Scientists have demonstrated what they believe is the first implementation of quantum computer vision for a quality inspection problem on a manufacturing production line.
Researchers at Multiverse Computing, which delivers quantum computing solutions, and Ikerlan, a technology transfer centre in Spain, developed a quantum-enhanced kernel method for classification on universal gate-based quantum computers, as well as a quantum classification algorithm on a quantum annealer.
The team found that both algorithms outperformed neural network approaches for classifying manufacturing defects.
Victor Onofre, quantum software developer for Multiverse Computing and one of the authors of the research paper, told Imaging and Machine Vision Europe that the team's approach offers a training time of only six minutes with inference times of two seconds on average. The CNN comparison approach, on the other hand, has training times of hours with many parameters involved.
Onofre noted that the quantum algorithms the team developed need less parameter tuning, are more accessible for modification and improvement, and are more interpretable when compared to a CNN.
'We have demonstrated a significant improvement in the capacity of detecting defects, both in precision and number of detected defects, using two quantum machine learning models compared to the classical counterparts,' Onofre said. 'These findings show the potential of quantum algorithms for taking computer vision performances to the next level.'
The quantum vision system was benchmarked against classical counterparts for an unbalanced dataset of images from the GDXray+ public dataset. This dataset consists of X-ray images of fractures in manufactured car parts.
Onofre explained that the pipeline for quantum machine learning algorithms is designed very similarly to the ones used in classical machine learning: there is data preprocessing, training, fitting, and inference stages.
'Once the mathematical model amenable to be trained on quantum hardware has been developed, the integration is done like industry standard ML pipelines, with the quantum parts of the code securely sent to be run on the quantum hardware of choice, instead of to standard CPUs or GPUs,' he said. 'Most importantly, the end user will have a product that can be used the same way as the current ML models, with the quantum parts working behind the scenes.'
He added that the key difference in algorithm development is that it requires a combination of various frameworks, from quantum physics to computer science and mathematical modeling. 'It is essential to build a collaborative and interdisciplinary workforce where people with different backgrounds combine their skills to create new solutions to real industry problems, manufacturing being one of them,' Onofre advised. 'This is the type of talented and diverse workforce that Multiverse Computing is building.'
Onofre said that quantum annealers are the most advanced type of hardware for difficult optimisation problems, and gave the best results in the study.
'We are in a critical moment for quantum technologies,' Onofre observed. 'Multiple companies realise the potential of quantum algorithms and are building their quantum journeys through real use-case projects and roadmaps for implementation into their pipelines.'
Quantum hardware is expected to advance rapidly over the next few years, and Onofre said that the availability of quantum models depends on the improvement of quantum hardware. However, Multiverse is also working with quantum-inspired algorithms, like Tensor Networks, which use a mathematical framework from quantum physics and so are particularly suited to handling large and complex amounts of data, but are able to run on CPUs or GPUs.
Onofre said that these techniques can add business value to real use cases right now, in manufacturing, finance, and general machine learning applications, as they are independent of the development of quantum hardware. 'These algorithms are being intensively researched and developed by Multiverse, showing a clear advantage over state-of-the-art classical methods, for example in reducing drastically the number of parameters and massively improving the training speed of industry deep learning models,' Onofre said.
The co-authored paper, titled ‘Quantum artificial vision for defect detection in manufacturing’, shows examples of the images analysed by the quantum algorithms and further details the context, metrics and methods used by the researchers.
Ion Etxeberria, CEO of Ikerlan, said in statement: ‘This collaborative study confirmed the benefits of applying quantum methods to real-world industrial challenges. We strongly believe that quantum computing will play a key role in providing AI-based solutions to particularly complex scenarios.’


ASSIGNMENT
Look through the records and copy each line with the string "from" in it.

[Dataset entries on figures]
== == ==

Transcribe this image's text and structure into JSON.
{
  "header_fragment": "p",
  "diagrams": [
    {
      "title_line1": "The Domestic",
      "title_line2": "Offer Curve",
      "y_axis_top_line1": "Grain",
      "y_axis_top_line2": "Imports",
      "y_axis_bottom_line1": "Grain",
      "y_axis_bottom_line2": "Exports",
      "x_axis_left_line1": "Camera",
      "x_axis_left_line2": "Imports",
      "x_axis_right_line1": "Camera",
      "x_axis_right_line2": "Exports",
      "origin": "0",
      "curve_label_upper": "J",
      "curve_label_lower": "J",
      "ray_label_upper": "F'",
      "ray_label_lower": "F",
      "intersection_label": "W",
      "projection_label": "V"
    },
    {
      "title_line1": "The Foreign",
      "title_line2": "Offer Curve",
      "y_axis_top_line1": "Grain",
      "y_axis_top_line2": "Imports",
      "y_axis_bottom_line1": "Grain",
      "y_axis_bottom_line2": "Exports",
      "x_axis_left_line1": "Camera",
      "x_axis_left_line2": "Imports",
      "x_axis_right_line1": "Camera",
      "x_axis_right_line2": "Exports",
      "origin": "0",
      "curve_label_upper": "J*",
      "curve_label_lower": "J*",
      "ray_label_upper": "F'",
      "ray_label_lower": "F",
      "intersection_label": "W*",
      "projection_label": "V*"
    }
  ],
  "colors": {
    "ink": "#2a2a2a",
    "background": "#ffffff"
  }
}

== == ==

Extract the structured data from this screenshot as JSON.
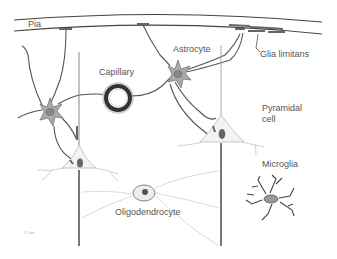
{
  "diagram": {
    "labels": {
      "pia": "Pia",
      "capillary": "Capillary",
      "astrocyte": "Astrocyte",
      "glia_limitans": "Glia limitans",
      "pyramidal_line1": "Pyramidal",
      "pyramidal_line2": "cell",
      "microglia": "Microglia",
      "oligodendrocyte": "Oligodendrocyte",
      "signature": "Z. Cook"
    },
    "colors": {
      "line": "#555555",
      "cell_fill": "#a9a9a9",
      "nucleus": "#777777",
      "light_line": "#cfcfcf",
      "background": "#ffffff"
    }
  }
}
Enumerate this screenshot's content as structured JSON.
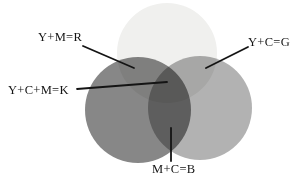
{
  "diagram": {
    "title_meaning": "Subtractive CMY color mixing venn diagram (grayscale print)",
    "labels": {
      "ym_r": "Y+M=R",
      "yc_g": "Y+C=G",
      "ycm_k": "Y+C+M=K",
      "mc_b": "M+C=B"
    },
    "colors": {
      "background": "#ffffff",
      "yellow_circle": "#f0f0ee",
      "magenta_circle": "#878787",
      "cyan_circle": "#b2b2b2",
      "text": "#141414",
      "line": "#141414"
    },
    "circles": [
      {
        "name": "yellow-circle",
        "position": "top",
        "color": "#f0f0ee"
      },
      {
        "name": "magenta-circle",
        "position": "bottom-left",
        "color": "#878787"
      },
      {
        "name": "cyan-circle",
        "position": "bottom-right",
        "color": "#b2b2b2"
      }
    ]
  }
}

== == ==

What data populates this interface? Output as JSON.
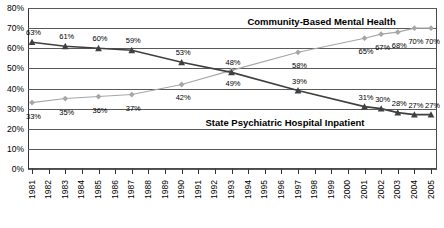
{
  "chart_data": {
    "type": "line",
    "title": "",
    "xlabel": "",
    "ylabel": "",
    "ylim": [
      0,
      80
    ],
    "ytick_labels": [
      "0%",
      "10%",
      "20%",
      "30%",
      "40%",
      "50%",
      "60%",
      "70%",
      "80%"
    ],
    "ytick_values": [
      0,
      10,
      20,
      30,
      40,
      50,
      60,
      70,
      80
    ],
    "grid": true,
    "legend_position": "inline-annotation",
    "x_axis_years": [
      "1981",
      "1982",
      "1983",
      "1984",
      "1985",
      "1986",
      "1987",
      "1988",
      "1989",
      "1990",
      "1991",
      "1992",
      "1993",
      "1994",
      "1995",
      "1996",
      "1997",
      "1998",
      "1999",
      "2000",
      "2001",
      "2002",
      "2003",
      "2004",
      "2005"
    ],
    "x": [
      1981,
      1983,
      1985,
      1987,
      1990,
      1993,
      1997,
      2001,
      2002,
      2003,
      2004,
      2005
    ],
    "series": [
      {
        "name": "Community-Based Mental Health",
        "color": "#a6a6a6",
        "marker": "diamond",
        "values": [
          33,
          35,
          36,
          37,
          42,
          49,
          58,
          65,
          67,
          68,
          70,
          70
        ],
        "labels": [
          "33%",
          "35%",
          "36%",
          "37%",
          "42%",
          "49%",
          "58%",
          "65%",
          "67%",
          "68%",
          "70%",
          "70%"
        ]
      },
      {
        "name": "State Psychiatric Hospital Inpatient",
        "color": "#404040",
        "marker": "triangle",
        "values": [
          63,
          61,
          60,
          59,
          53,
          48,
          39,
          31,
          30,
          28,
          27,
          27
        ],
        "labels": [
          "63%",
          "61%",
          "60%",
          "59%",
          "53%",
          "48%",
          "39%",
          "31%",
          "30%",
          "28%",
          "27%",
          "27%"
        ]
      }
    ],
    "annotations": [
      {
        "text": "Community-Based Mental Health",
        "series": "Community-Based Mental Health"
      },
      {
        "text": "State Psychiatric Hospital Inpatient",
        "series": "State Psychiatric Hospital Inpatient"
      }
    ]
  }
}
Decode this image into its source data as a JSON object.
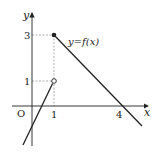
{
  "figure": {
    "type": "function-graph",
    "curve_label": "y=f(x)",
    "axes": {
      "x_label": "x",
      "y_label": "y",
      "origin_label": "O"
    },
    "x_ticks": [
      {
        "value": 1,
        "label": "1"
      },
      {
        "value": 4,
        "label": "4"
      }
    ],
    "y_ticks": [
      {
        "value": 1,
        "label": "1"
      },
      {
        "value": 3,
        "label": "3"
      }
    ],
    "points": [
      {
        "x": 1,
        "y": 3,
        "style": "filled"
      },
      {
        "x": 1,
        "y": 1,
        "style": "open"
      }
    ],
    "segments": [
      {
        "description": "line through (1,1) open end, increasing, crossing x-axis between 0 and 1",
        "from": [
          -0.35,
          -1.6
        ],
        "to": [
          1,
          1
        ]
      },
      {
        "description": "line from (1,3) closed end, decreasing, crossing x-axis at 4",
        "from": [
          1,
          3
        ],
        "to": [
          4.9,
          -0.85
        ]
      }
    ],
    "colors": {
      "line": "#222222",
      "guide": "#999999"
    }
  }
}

== == ==

SOLUTION TO THIS EXERCISE
Extract the structured data from this screenshot as JSON.
        "from": [
        "description": "line from (1,3) closed end, decreasing, crossing x-axis at 4",
        "from": [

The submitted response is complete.